There is another future major limit where DNA testing will eventually hit another brick wall. DNA testing only works where there is a reasonable amount of traditional documentation available to assign names, places and specific dates to genetic connections. DNA testing is a great complementary source for genealogical information in the 200 to 400 year time frame where we can enhance our knowledge of the connections of oldest proven ancestors within several generations of these oldest proven ancestors. Eventually, our genealogical research will approach a time frame where 90 % of the evidence will be genetic and only 10 % of the evidence will be traditional documentation. We could discover how are distant ancestors are connected - but may not be able to put names, specific dates and places due to lack of supporting traditional documentation that provides this information. Of course, there will always be set of lucky individuals that tie into more wealthy ancestors that left a better paper trail behind. As the genetic genealogical research travels further back in time, new brick walls will become limiting factors again due to lack of any significant amount of traditional documentation to add any genealogical meaning to our genetic family histories.

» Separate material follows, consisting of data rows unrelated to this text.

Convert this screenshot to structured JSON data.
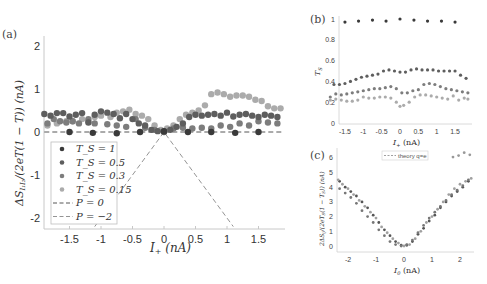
{
  "figure": {
    "panel_labels": [
      "(a)",
      "(b)",
      "(c)"
    ]
  },
  "colors": {
    "Ts_1": "#3a3a3a",
    "Ts_0.5": "#5e5e5e",
    "Ts_0.3": "#7d7d7d",
    "Ts_0.15": "#ababab",
    "axis": "#c8c8c8",
    "dash": "#555555"
  },
  "chart_data": [
    {
      "panel": "(a)",
      "type": "scatter",
      "xlabel": "I_+ (nA)",
      "ylabel": "ΔS_{I₁I₂}/(2eT(1−T)) (nA)",
      "xlim": [
        -1.9,
        1.9
      ],
      "ylim": [
        -2.2,
        2.2
      ],
      "xticks": [
        -1.5,
        -1,
        -0.5,
        0,
        0.5,
        1,
        1.5
      ],
      "yticks": [
        -2,
        -1,
        0,
        1,
        2
      ],
      "grid": false,
      "legend_position": "lower-left inside",
      "legend": [
        "T_S = 1",
        "T_S = 0.5",
        "T_S = 0.3",
        "T_S = 0.15",
        "P = 0",
        "P = −2"
      ],
      "series": [
        {
          "name": "T_S = 1",
          "x": [
            -1.5,
            -1.13,
            -0.75,
            -0.38,
            0.0,
            0.38,
            0.75,
            1.13,
            1.5
          ],
          "y": [
            0.0,
            -0.02,
            -0.03,
            0.0,
            0.02,
            0.0,
            0.0,
            -0.02,
            0.0
          ]
        },
        {
          "name": "T_S = 0.5",
          "x": [
            -1.9,
            -1.8,
            -1.7,
            -1.6,
            -1.5,
            -1.4,
            -1.3,
            -1.2,
            -1.1,
            -1.0,
            -0.9,
            -0.8,
            -0.7,
            -0.6,
            -0.5,
            -0.4,
            -0.3,
            -0.2,
            -0.1,
            0.0,
            0.1,
            0.2,
            0.3,
            0.4,
            0.5,
            0.6,
            0.7,
            0.8,
            0.9,
            1.0,
            1.1,
            1.2,
            1.3,
            1.4,
            1.5,
            1.6,
            1.7,
            1.8
          ],
          "y": [
            0.42,
            0.38,
            0.44,
            0.44,
            0.36,
            0.4,
            0.44,
            0.22,
            0.4,
            0.48,
            0.45,
            0.42,
            0.32,
            0.42,
            0.3,
            0.2,
            0.15,
            0.05,
            0.02,
            0.0,
            0.05,
            0.12,
            0.2,
            0.35,
            0.4,
            0.38,
            0.4,
            0.42,
            0.38,
            0.45,
            0.36,
            0.4,
            0.42,
            0.38,
            0.35,
            0.4,
            0.38,
            0.35
          ]
        },
        {
          "name": "T_S = 0.3",
          "x": [
            -1.85,
            -1.75,
            -1.65,
            -1.55,
            -1.45,
            -1.35,
            -1.2,
            -1.1,
            -0.9,
            -0.75,
            -0.6,
            -0.45,
            -0.3,
            -0.15,
            0.0,
            0.15,
            0.3,
            0.45,
            0.6,
            0.75,
            0.9,
            1.05,
            1.2,
            1.35,
            1.5,
            1.65,
            1.8
          ],
          "y": [
            0.2,
            0.3,
            0.25,
            0.22,
            0.25,
            0.2,
            0.3,
            0.2,
            0.18,
            0.15,
            0.12,
            0.3,
            0.1,
            0.05,
            0.02,
            0.08,
            0.1,
            0.08,
            0.1,
            0.08,
            0.15,
            0.12,
            0.2,
            0.15,
            0.25,
            0.22,
            0.2
          ]
        },
        {
          "name": "T_S = 0.15",
          "x": [
            -1.85,
            -1.7,
            -1.55,
            -1.45,
            -1.3,
            -1.2,
            -1.1,
            -1.0,
            -0.85,
            -0.75,
            -0.65,
            -0.55,
            -0.45,
            -0.35,
            -0.25,
            -0.15,
            -0.05,
            0.05,
            0.15,
            0.25,
            0.35,
            0.45,
            0.55,
            0.65,
            0.75,
            0.85,
            0.95,
            1.05,
            1.15,
            1.25,
            1.35,
            1.45,
            1.55,
            1.65,
            1.75,
            1.85
          ],
          "y": [
            0.15,
            0.2,
            0.25,
            0.25,
            0.3,
            0.25,
            0.35,
            0.38,
            0.35,
            0.45,
            0.48,
            0.52,
            0.42,
            0.38,
            0.3,
            0.15,
            0.05,
            0.08,
            0.15,
            0.3,
            0.4,
            0.45,
            0.5,
            0.62,
            0.88,
            0.92,
            0.88,
            0.82,
            0.85,
            0.85,
            0.82,
            0.75,
            0.72,
            0.6,
            0.55,
            0.55
          ]
        },
        {
          "name": "P = 0",
          "type": "dashed-line",
          "x": [
            -1.9,
            1.9
          ],
          "y": [
            0,
            0
          ]
        },
        {
          "name": "P = −2",
          "type": "dashed-line",
          "x": [
            -1.1,
            0,
            1.1
          ],
          "y": [
            -2.2,
            0,
            -2.2
          ]
        }
      ]
    },
    {
      "panel": "(b)",
      "type": "scatter",
      "xlabel": "I_+ (nA)",
      "ylabel": "T_S",
      "xlim": [
        -1.9,
        1.9
      ],
      "ylim": [
        0,
        1
      ],
      "xticks": [
        -1.5,
        -1,
        -0.5,
        0,
        0.5,
        1,
        1.5
      ],
      "yticks": [
        0,
        0.2,
        0.4,
        0.6,
        0.8,
        1
      ],
      "grid": false,
      "series": [
        {
          "name": "T_S = 1",
          "x": [
            -1.5,
            -1.13,
            -0.75,
            -0.38,
            0.0,
            0.38,
            0.75,
            1.13,
            1.5
          ],
          "y": [
            0.97,
            0.98,
            0.99,
            0.98,
            1.0,
            0.99,
            0.98,
            0.98,
            0.97
          ]
        },
        {
          "name": "T_S = 0.5",
          "x": [
            -1.8,
            -1.65,
            -1.5,
            -1.35,
            -1.2,
            -1.05,
            -0.9,
            -0.75,
            -0.6,
            -0.45,
            -0.3,
            -0.15,
            0.0,
            0.15,
            0.3,
            0.45,
            0.6,
            0.75,
            0.9,
            1.05,
            1.2,
            1.35,
            1.5,
            1.65,
            1.8
          ],
          "y": [
            0.37,
            0.37,
            0.38,
            0.4,
            0.42,
            0.44,
            0.45,
            0.46,
            0.47,
            0.5,
            0.51,
            0.5,
            0.49,
            0.49,
            0.51,
            0.52,
            0.51,
            0.51,
            0.51,
            0.5,
            0.5,
            0.5,
            0.5,
            0.46,
            0.43
          ]
        },
        {
          "name": "T_S = 0.3",
          "x": [
            -1.9,
            -1.75,
            -1.6,
            -1.45,
            -1.3,
            -1.15,
            -1.0,
            -0.85,
            -0.7,
            -0.55,
            -0.4,
            -0.25,
            -0.1,
            0.05,
            0.2,
            0.35,
            0.5,
            0.65,
            0.8,
            0.95,
            1.1,
            1.25,
            1.4,
            1.55,
            1.7,
            1.85
          ],
          "y": [
            0.25,
            0.28,
            0.27,
            0.28,
            0.29,
            0.3,
            0.31,
            0.32,
            0.33,
            0.33,
            0.34,
            0.35,
            0.33,
            0.29,
            0.29,
            0.31,
            0.32,
            0.37,
            0.38,
            0.37,
            0.35,
            0.33,
            0.32,
            0.31,
            0.3,
            0.29
          ]
        },
        {
          "name": "T_S = 0.15",
          "x": [
            -1.9,
            -1.75,
            -1.6,
            -1.45,
            -1.3,
            -1.15,
            -1.0,
            -0.85,
            -0.7,
            -0.55,
            -0.4,
            -0.25,
            -0.1,
            0.0,
            0.1,
            0.25,
            0.4,
            0.55,
            0.7,
            0.85,
            1.0,
            1.15,
            1.3,
            1.45,
            1.6,
            1.75,
            1.85
          ],
          "y": [
            0.22,
            0.23,
            0.22,
            0.21,
            0.21,
            0.22,
            0.25,
            0.24,
            0.24,
            0.25,
            0.25,
            0.24,
            0.2,
            0.16,
            0.17,
            0.2,
            0.25,
            0.27,
            0.27,
            0.26,
            0.25,
            0.24,
            0.23,
            0.26,
            0.22,
            0.24,
            0.23
          ]
        }
      ]
    },
    {
      "panel": "(c)",
      "type": "scatter",
      "xlabel": "I_0 (nA)",
      "ylabel": "2ΔS_{ij}/(2eT_S(1−T_S)) (nA)",
      "xlim": [
        -2.4,
        2.5
      ],
      "ylim": [
        -0.3,
        6.8
      ],
      "xticks": [
        -2,
        -1,
        0,
        1,
        2
      ],
      "yticks": [
        0,
        1,
        2,
        3,
        4,
        5,
        6
      ],
      "grid": false,
      "legend_position": "upper-center inside",
      "legend": [
        "theory q=e"
      ],
      "series": [
        {
          "name": "dark",
          "x": [
            -2.3,
            -2.1,
            -1.9,
            -1.7,
            -1.5,
            -1.3,
            -1.1,
            -0.9,
            -0.7,
            -0.5,
            -0.3,
            -0.1,
            0.1,
            0.3,
            0.5,
            0.7,
            0.9,
            1.1,
            1.3,
            1.5,
            1.7,
            1.9,
            2.1,
            2.3
          ],
          "y": [
            4.4,
            4.0,
            3.7,
            3.4,
            3.0,
            2.6,
            2.1,
            1.6,
            1.1,
            0.7,
            0.3,
            0.05,
            0.05,
            0.3,
            0.8,
            1.2,
            1.7,
            2.1,
            2.6,
            3.0,
            3.4,
            3.7,
            4.0,
            4.4
          ]
        },
        {
          "name": "mid",
          "x": [
            -2.3,
            -2.1,
            -1.9,
            -1.7,
            -1.5,
            -1.3,
            -1.1,
            -0.9,
            -0.7,
            -0.5,
            -0.3,
            -0.1,
            0.1,
            0.3,
            0.5,
            0.7,
            0.9,
            1.1,
            1.3,
            1.5,
            1.7,
            1.9,
            2.1,
            2.3
          ],
          "y": [
            3.9,
            3.6,
            3.3,
            2.9,
            2.4,
            2.0,
            1.6,
            1.1,
            0.7,
            0.3,
            0.1,
            0.0,
            0.1,
            0.4,
            0.9,
            1.4,
            1.9,
            2.3,
            2.7,
            3.1,
            3.5,
            3.8,
            4.1,
            4.5
          ]
        },
        {
          "name": "light",
          "x": [
            -2.35,
            -2.2,
            -2.0,
            -1.8,
            -1.6,
            -1.4,
            -1.2,
            -1.0,
            -0.8,
            -0.6,
            -0.4,
            -0.2,
            0.0,
            0.2,
            0.4,
            0.6,
            0.8,
            1.0,
            1.2,
            1.4,
            1.6,
            1.8,
            2.0,
            2.2,
            2.4
          ],
          "y": [
            4.5,
            4.2,
            3.9,
            3.5,
            3.1,
            2.7,
            2.3,
            1.9,
            1.3,
            0.9,
            0.5,
            0.2,
            0.0,
            0.1,
            0.5,
            1.0,
            1.6,
            2.0,
            2.5,
            3.0,
            3.5,
            3.9,
            4.2,
            4.4,
            4.6
          ]
        },
        {
          "name": "outliers",
          "x": [
            1.75,
            1.95,
            2.15,
            2.35
          ],
          "y": [
            6.05,
            6.15,
            6.35,
            6.2
          ]
        }
      ]
    }
  ]
}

As technology greatly enhanced our ability to access, research and document our family histories, DNA testing is providing a new infusion of source documentation to complement our traditional documentation sources. As it took many of years for many genealogists to embrace new computer technologies, it will probably take many years to develop and embrace new DNA technologies for genealogists. Previous generations saw other technology improvements that we take for granted today. Cars allowed us to be more mobile and visit remote courthouses, telephones allowed us to call our distant cousins and copiers enhanced our ability to duplicate source records to share. Improvements in technology of personal computers and the internet databases supporting genealogists will also continue to improve over time but the sheer magnitude of unreliable information continues to explode as well. It is naive to believe that DNA testing for genealogists will be the last major quantum leap in enhancing our genealogical research. If anyone has any ideas of other near term quantum leaps on the horizon (other than DNA related), drop me a note so that I can start preparing for these new opportunities to learn yet more new analysis skills.